A smaller deployment may work perfectly well with existing provisioning workflows. The operational challenges start appearing once devices remain in the field for years, move across multiple network environments, or become difficult to access physically after installation.
That tends to change the connectivity strategy fairly quickly.
Before adopting SGP.32, companies often look at questions such as:
- How large the deployment may become over time
- Whether devices will operate without direct user interaction
- How often carrier profiles may need to change
- Whether devices will move across countries or network environments
- How difficult physical access becomes after deployment
For large distributed IoT deployments, those factors eventually become operational considerations rather than technical preferences. As device fleets grow, remote lifecycle management usually becomes much harder to ignore.

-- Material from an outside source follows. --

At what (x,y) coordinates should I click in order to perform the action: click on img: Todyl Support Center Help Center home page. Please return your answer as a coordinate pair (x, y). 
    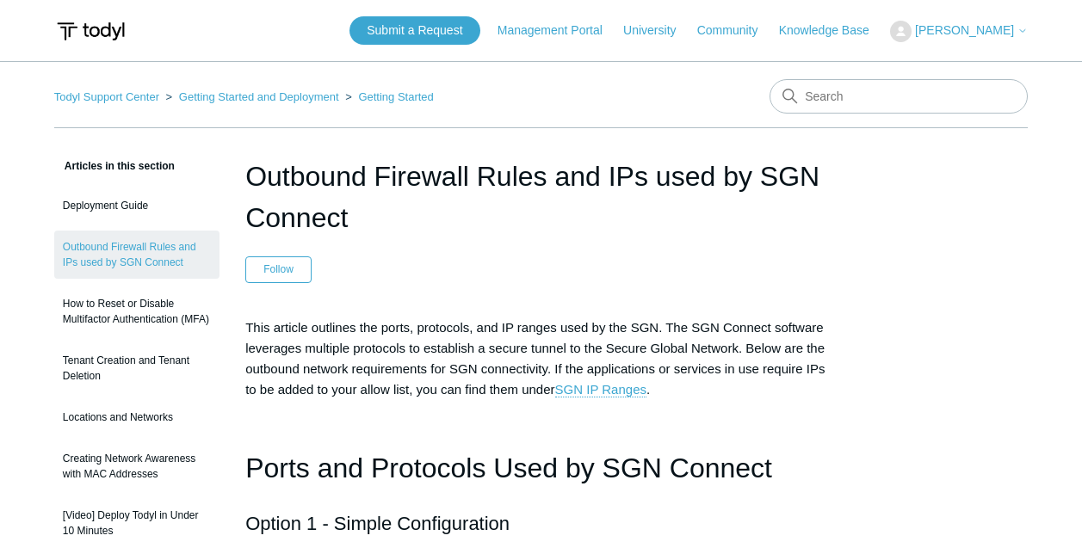
    Looking at the image, I should click on (90, 31).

- Designed for remote IoT lifecycle management
- Reduces operational friction in large deployments
- Better suited for headless connected devices
- Built for distributed IoT environments at scale
Final Thoughts
The move from SGP.22 toward SGP.32 reflects how much the IoT industry itself has changed over the last few years.
Early eSIM workflows were built largely around consumer devices where activation happened one device at a time. Modern IoT deployments operate under very different conditions. Device fleets are larger, infrastructure is more distributed, and many systems now run for years with little or no direct human interaction.
That changes the connectivity requirements quite a bit.
For companies managing connected infrastructure at scale, the discussion is no longer only about digital SIM activation. Increasingly, it becomes a question of how connectivity can be provisioned, updated, and maintained efficiently across thousands of devices over long operational lifecycles.
Frequently Asked Questions
SGP.22 was developed mainly for consumer eSIM activation in devices like smartphones and wearables. SGP.32 focuses more on IoT environments where devices may operate remotely for years without direct user interaction. The biggest difference is how provisioning and long-term connectivity management are handled at scale.